Google, apparently, is broken, but old habits die hard. If you search something along the lines of “poems about foxes” one of the first sites you find is this one: “Famous Poems Celebrating the Enigmatic Fox”. The fact the page has its own contents section should set alarm bells ringing, as should the absence of any poems about hunting. There follows a series of poems by famous poets, none of which I recognise besides Hughes’s Thought-Fox.
The first is attributed, rather insultingly, to R. L. Stevenson, but anyone who has ever asked ChatGPT to write poetry will recognise the style:
His eyes, like amber, gleam and shine, As he weaves through the undergrowth's entwine, A vision of nature's art.With every step, he marks his trail, Leaving behind a secret, untold tale, Of his wild and cunning heart.
Next, we have a poem by “D. H. Lawrence”, which begins:
The red fox crosses the ice intent on none of my business. It's winter and slim pickings. I stand in the bushy cemetery, pretending to watch birds, but really watching the fox who could care less. She paused on the sheer glare of the pond. She knows I'm here, sniffs me in the wind...
This is slightly more convincing, but the vocabularly is odd (“slim pickings” feels unlikely) and the reference to the Thought-Fox in the second line (“coming about its own business”) is impossible. It turns out this is the beginning of a real poem, “Red Fox”, by Margaret Atwood.
Where the rest of the “Lawrence” poem comes from, though, is a mystery:
and suddenly goes slanting east. That's that. Alone again, whatever that may mean. My word! It's a cold morning in drafts of frigid wind but the sun is high, the sky is blue, the sparrows are building their nests, and the fox goes bounding along.

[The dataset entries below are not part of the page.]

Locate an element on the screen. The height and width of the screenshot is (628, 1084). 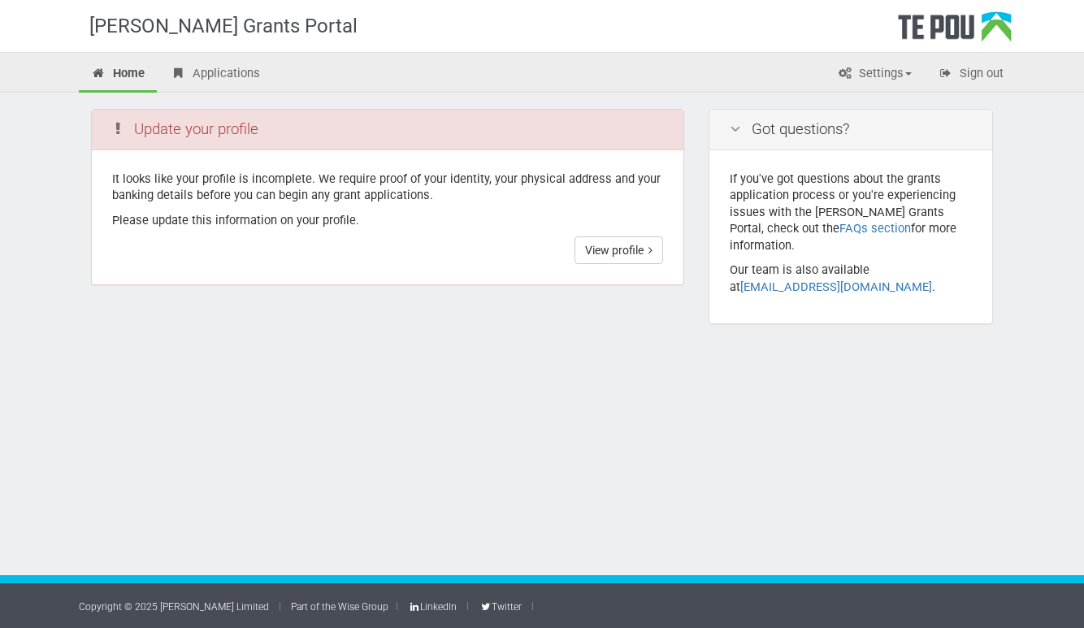
p: Our team is also available at . is located at coordinates (851, 278).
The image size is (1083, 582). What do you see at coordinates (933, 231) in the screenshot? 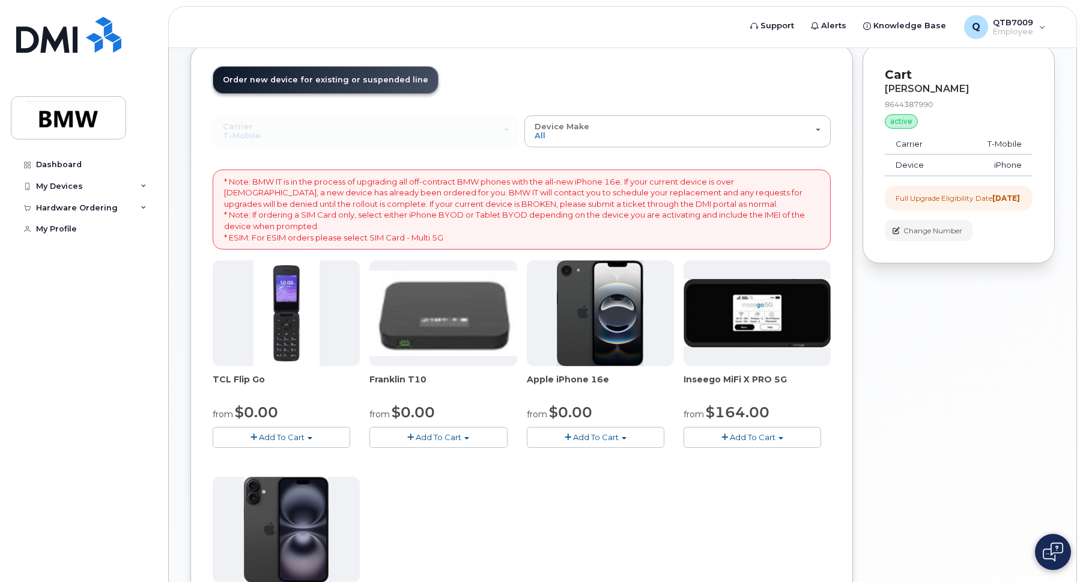
I see `span: Change Number` at bounding box center [933, 231].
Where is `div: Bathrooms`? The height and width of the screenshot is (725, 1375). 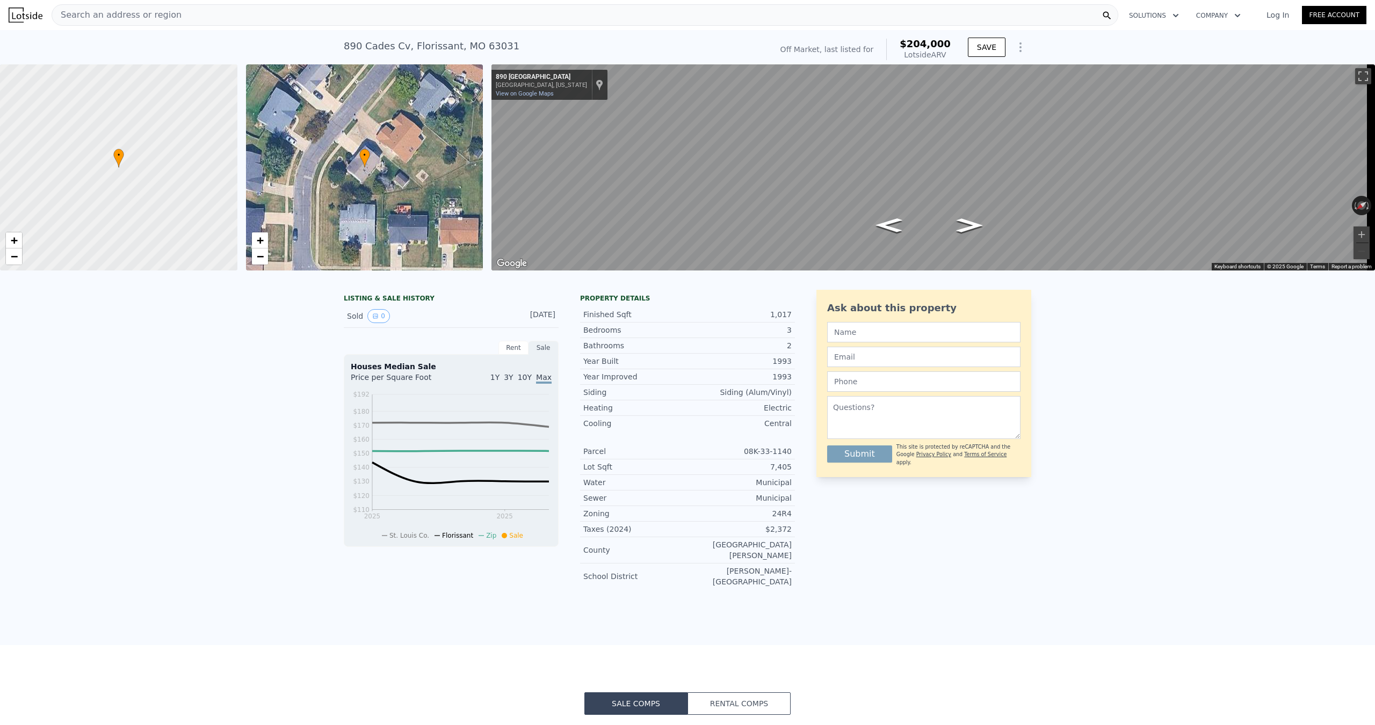
div: Bathrooms is located at coordinates (635, 346).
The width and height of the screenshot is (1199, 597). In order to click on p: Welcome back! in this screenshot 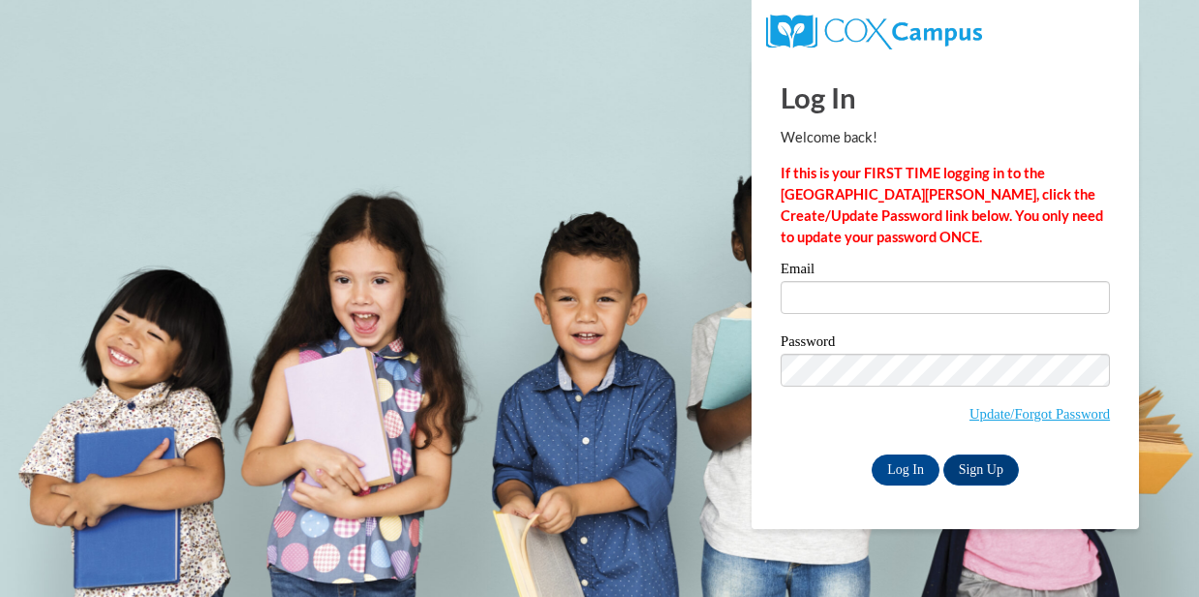, I will do `click(945, 138)`.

Google didn’t know either, though it kept directing me to Wordsworth. I think, heretically, I marginally prefer the fake poem to Atwood’s (though it’s slim pickings). “That’s that” builds on the briskness of the first few lines, where the original rambles on to no great end. But obviously that doesn’t excuse the theft.
It’s all very strange. Cunning, even. There are poems by “Mary Oliver”, by “e e cummings” and by “Ogden Nash”. Did someone ask the AI for those poets in particular? Or did the machine choose them? It would be funny if it wasn’t so bleak: I’ve since seen someone share the “Stevenson” poem on their own blog. If we had any sense we would burn the internet down and start again.
It is hard to think of a less contemporary poet than Walter de la Mare, which I don’t mean as a criticsm. This is ‘Alone’, a title he used more than once:
The abode of the nightingale is bare, Flowered frost congeals in the gelid air, The fox howls from his frozen lair: Alas, my loved one is gone, I am alone: It is winter. Once the pink cast a winy smell, The wild bee hung in the hyacinth bell, Light in effulgence of beauty fell: Alas, my loved one is gone, I am alone: It is winter. My candle a silent fire doth shed, Starry Orion hunts o'erhead; Come moth, come shadow, the world is dead: Alas, my loved one is gone, I am alone: It is winter.
The first two lines are wonderfully chilly (you don’t hear gelid very often), but it’s only when the fox howls that you really feel the cold. I didn’t realise this at first, but the fox is more than an image: the refrain could be a response to the scene, but it might also be the fox’s cry returning. I think we can read it both ways. Unlike Hughes’s Thought Fox, who is thought first, de la Mare uses the fox to his own ends, while also leaving him out in the cold. Not wild. Just fox.